Although I agree this is not merely a 1st Amendment issue. To me it seems more akin to the government funding of abortion that has been historically prevented by the Hyde Amendment and the Mexico City Policy (which Pres. Obama has circumvented in PPACA and repealed, respectively). This is a plain breach of the most basic responsibility of government - nay, of any society or community of human persons - to protect human life and defend human dignity, especially of the most vulnerable persons. In each of these cases, the ideology (the theology, or metaphysics, and the anthropology) of a group in power has produced an understanding of ethics which requires access to abortion and contraception as a fundamental right. Thus any opposition, whether religiously based or not, becomes unethical, and therefore justifiably suppressed, as a religiously based defense of slavery or stoning women would be. The Obama admin., and scientific progressives in general, see their task akin to that of the British Emp. in the 19th century, abolishing slavery and the mistreatment of women regardless of the religious and cultural opposition of the peoples they had conquered. So I do think that the freedom of religion argument is a little late in the game, and that ultimately the argument must be made on ethical grounds, universal justice, etc.

A Third Voice: I may not be as winded as you folks, but I do strongly side with the Church on this one. Im going to just touch on a few more specific statements that [First Voice] has made. First off, you are saying the benefits are going into the right hands...

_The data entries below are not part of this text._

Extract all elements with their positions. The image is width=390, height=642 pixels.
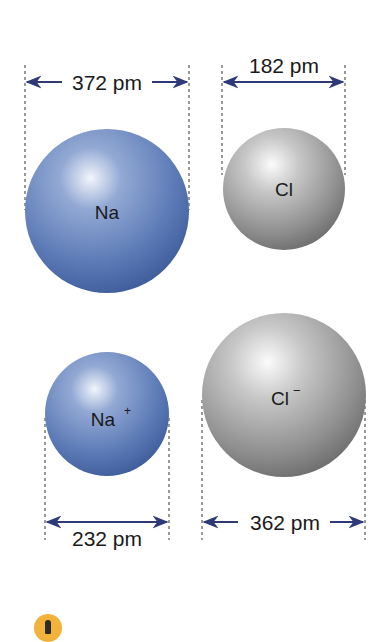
na-atom-label: Na: [95, 202, 120, 223]
na-ion-charge: +: [124, 404, 131, 418]
na-ion-group: 232 pm Na +: [45, 352, 169, 550]
cl-atom-label: Cl: [275, 179, 293, 200]
warning-icon: [34, 614, 62, 642]
na-ion-diameter-label: 232 pm: [72, 527, 142, 550]
na-diameter-label: 372 pm: [72, 71, 142, 94]
cl-diameter-label: 182 pm: [249, 54, 319, 77]
cl-ion-diameter-label: 362 pm: [250, 511, 320, 534]
na-atom-group: 372 pm Na: [25, 65, 189, 293]
cl-ion-charge: −: [293, 383, 301, 398]
cl-ion-label: Cl: [271, 388, 289, 409]
cl-ion-group: 362 pm Cl −: [202, 313, 366, 540]
na-ion-label: Na: [91, 409, 116, 430]
cl-atom-group: 182 pm Cl: [222, 54, 345, 250]
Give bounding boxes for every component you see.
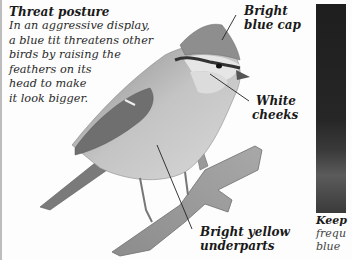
label-line: underparts xyxy=(200,239,290,253)
label-bright-yellow-underparts: Bright yellow underparts xyxy=(200,225,290,253)
label-line: blue cap xyxy=(244,18,301,32)
photo-caption-line: blue xyxy=(316,240,352,253)
adjacent-photo xyxy=(316,4,346,213)
label-line: cheeks xyxy=(252,108,296,122)
photo-caption-title: Keep xyxy=(316,214,352,227)
tail-icon xyxy=(40,163,110,210)
label-line: Bright yellow xyxy=(200,225,290,239)
photo-caption-line: frequ xyxy=(316,227,352,240)
label-bright-blue-cap: Bright blue cap xyxy=(244,4,301,32)
eye-icon xyxy=(216,64,222,69)
label-line: Bright xyxy=(244,4,301,18)
photo-caption: Keep frequ blue xyxy=(316,214,352,253)
beak-icon xyxy=(236,70,250,80)
label-white-cheeks: White cheeks xyxy=(252,94,296,122)
label-line: White xyxy=(252,94,296,108)
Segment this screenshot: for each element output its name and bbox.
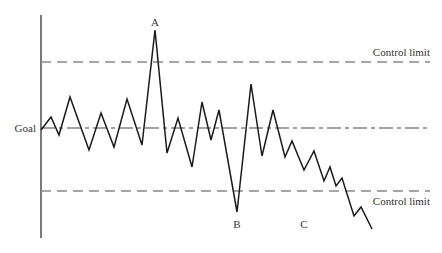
lcl-label: Control limit [373, 195, 430, 207]
control-chart: Control limit Control limit Goal A B C [0, 0, 442, 253]
annotation-c: C [300, 218, 307, 230]
annotation-b: B [233, 218, 240, 230]
ucl-label: Control limit [373, 46, 430, 58]
goal-label: Goal [15, 122, 36, 134]
annotation-a: A [151, 16, 159, 28]
process-series-line [41, 30, 372, 229]
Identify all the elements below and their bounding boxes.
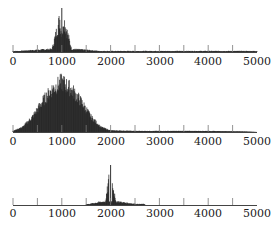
tick-label: 1000 bbox=[48, 135, 76, 148]
tick-label: 3000 bbox=[146, 55, 174, 68]
panel-3-tick-labels: 0 1000 2000 3000 4000 5000 bbox=[10, 207, 272, 220]
tick-label: 4000 bbox=[194, 55, 222, 68]
tick-label: 0 bbox=[10, 135, 17, 148]
panel-3: 0 1000 2000 3000 4000 5000 bbox=[10, 165, 272, 220]
panel-2: 0 1000 2000 3000 4000 5000 bbox=[10, 74, 272, 148]
spectrum-trace bbox=[86, 175, 145, 205]
spectra-figure: 0 1000 2000 3000 4000 5000 0 1000 2000 3… bbox=[0, 0, 277, 226]
panel-1-tick-labels: 0 1000 2000 3000 4000 5000 bbox=[10, 55, 272, 68]
panel-3-x-axis bbox=[13, 198, 257, 206]
tick-label: 2000 bbox=[97, 55, 125, 68]
panel-1: 0 1000 2000 3000 4000 5000 bbox=[10, 8, 272, 68]
tick-label: 4000 bbox=[194, 135, 222, 148]
tick-label: 5000 bbox=[243, 55, 271, 68]
spectrum-trace bbox=[13, 74, 257, 132]
tick-label: 3000 bbox=[146, 135, 174, 148]
tick-label: 0 bbox=[10, 207, 17, 220]
tick-label: 4000 bbox=[194, 207, 222, 220]
tick-label: 2000 bbox=[97, 135, 125, 148]
tick-label: 0 bbox=[10, 55, 17, 68]
panel-2-spectrum bbox=[13, 74, 257, 132]
panel-3-spectrum bbox=[86, 165, 145, 205]
tick-label: 3000 bbox=[146, 207, 174, 220]
tick-label: 2000 bbox=[97, 207, 125, 220]
tick-label: 1000 bbox=[48, 55, 76, 68]
tick-label: 5000 bbox=[243, 207, 271, 220]
tick-label: 1000 bbox=[48, 207, 76, 220]
tick-label: 5000 bbox=[243, 135, 271, 148]
panel-2-tick-labels: 0 1000 2000 3000 4000 5000 bbox=[10, 135, 272, 148]
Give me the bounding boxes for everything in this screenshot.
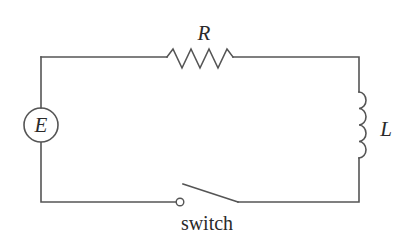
switch-label: switch [181,212,233,234]
inductor-label: L [379,117,392,141]
circuit-diagram: R E L switch [0,0,418,245]
resistor-label: R [197,21,211,45]
source-label: E [34,113,48,137]
switch-blade [183,184,238,202]
inductor-symbol [359,92,366,158]
circuit-svg: R E L switch [0,0,418,245]
wire-bottom-left [41,142,176,202]
wire-top-right [233,57,359,92]
wire-right-bottom [238,158,359,202]
switch-contact [176,198,184,206]
resistor-symbol [167,49,233,68]
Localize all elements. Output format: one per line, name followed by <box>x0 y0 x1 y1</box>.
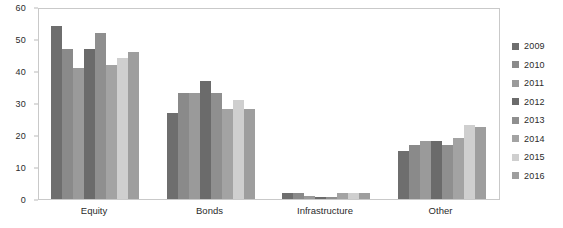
bar-chart: 6050403020100 EquityBondsInfrastructureO… <box>0 0 563 228</box>
bar <box>348 193 359 199</box>
x-axis-category-label: Bonds <box>196 205 223 216</box>
bar <box>222 109 233 199</box>
y-axis: 6050403020100 <box>0 0 34 200</box>
bar <box>398 151 409 199</box>
x-axis-category-label: Equity <box>81 205 107 216</box>
legend-swatch-icon <box>512 80 519 87</box>
bar <box>84 49 95 199</box>
legend-item[interactable]: 2010 <box>512 56 562 75</box>
y-axis-tick-label: 30 <box>16 99 26 109</box>
legend-item[interactable]: 2009 <box>512 37 562 56</box>
bar <box>189 93 200 199</box>
bar <box>73 68 84 199</box>
bar-group <box>398 9 486 199</box>
legend-swatch-icon <box>512 61 519 68</box>
y-axis-tick-label: 10 <box>16 163 26 173</box>
bar <box>167 113 178 199</box>
x-axis: EquityBondsInfrastructureOther <box>38 202 500 224</box>
y-axis-tick-label: 0 <box>21 195 26 205</box>
bar <box>95 33 106 199</box>
bar <box>62 49 73 199</box>
bar <box>315 197 326 199</box>
legend-item-label: 2010 <box>524 60 545 70</box>
bar-group <box>51 9 139 199</box>
legend-item[interactable]: 2014 <box>512 130 562 149</box>
bar <box>244 109 255 199</box>
legend-item-label: 2013 <box>524 115 545 125</box>
legend-item-label: 2012 <box>524 97 545 107</box>
bar <box>117 58 128 199</box>
bar <box>442 145 453 199</box>
bar <box>51 26 62 199</box>
bars-layer <box>39 9 499 199</box>
y-axis-tick-label: 40 <box>16 67 26 77</box>
legend-item[interactable]: 2015 <box>512 148 562 167</box>
bar <box>453 138 464 199</box>
legend-swatch-icon <box>512 172 519 179</box>
bar <box>200 81 211 199</box>
legend-item-label: 2011 <box>524 78 544 88</box>
bar <box>233 100 244 199</box>
legend-item[interactable]: 2013 <box>512 111 562 130</box>
plot-area <box>38 8 500 200</box>
bar-group <box>167 9 255 199</box>
bar <box>293 193 304 199</box>
bar <box>464 125 475 199</box>
y-axis-tick-label: 60 <box>16 3 26 13</box>
legend-item-label: 2014 <box>524 134 545 144</box>
bar <box>128 52 139 199</box>
x-axis-category-label: Infrastructure <box>297 205 353 216</box>
legend-item[interactable]: 2016 <box>512 167 562 186</box>
x-axis-category-label: Other <box>429 205 453 216</box>
legend-swatch-icon <box>512 43 519 50</box>
bar <box>282 193 293 199</box>
bar <box>431 141 442 199</box>
bar <box>337 193 348 199</box>
legend-swatch-icon <box>512 135 519 142</box>
bar <box>211 93 222 199</box>
bar <box>359 193 370 199</box>
legend-item-label: 2015 <box>524 152 545 162</box>
bar <box>475 127 486 199</box>
legend-swatch-icon <box>512 154 519 161</box>
bar <box>106 65 117 199</box>
legend-item[interactable]: 2011 <box>512 74 562 93</box>
bar-group <box>282 9 370 199</box>
legend-item-label: 2009 <box>524 41 545 51</box>
bar <box>304 196 315 199</box>
legend-item[interactable]: 2012 <box>512 93 562 112</box>
bar <box>420 141 431 199</box>
bar <box>178 93 189 199</box>
chart-legend: 20092010201120122013201420152016 <box>512 37 562 185</box>
bar <box>409 145 420 199</box>
legend-swatch-icon <box>512 98 519 105</box>
legend-swatch-icon <box>512 117 519 124</box>
y-axis-tick-label: 20 <box>16 131 26 141</box>
legend-item-label: 2016 <box>524 171 545 181</box>
y-axis-tick-label: 50 <box>16 35 26 45</box>
bar <box>326 197 337 199</box>
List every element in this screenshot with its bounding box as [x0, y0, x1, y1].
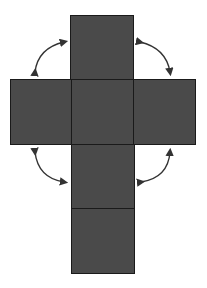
fold-arrow-top-right-icon [140, 42, 170, 72]
fold-arrow-top-left-icon [35, 42, 64, 72]
fold-arrows [0, 0, 207, 288]
fold-arrow-lower-left-icon [35, 152, 64, 182]
fold-arrow-lower-right-icon [141, 152, 170, 182]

it is clear in saying that you arent aware exactly what is occuring. Imagine for a moment that you are pro life. You honestly believe that at the moment of conception the egg and sperm are officially a human being. You firmly believe that it is murder. You own a company. A company you have raised from scratch that has grown so large that you require a health insurance plan that your company pays for and supports. This company is owned by YOU. YOUR private owned company is not owned by the government in any way shape or form. Now, the government is telling you that your PRIVATE, and SELFOWNED company is required to pay for acts that are against your beliefs. Even if you take the religious aspect out of why you have those beliefs and how the governement is telling you to defy them and pay for abortions... You are still being forced to follow regulations unnecessarily placed that also happen to go again your faith.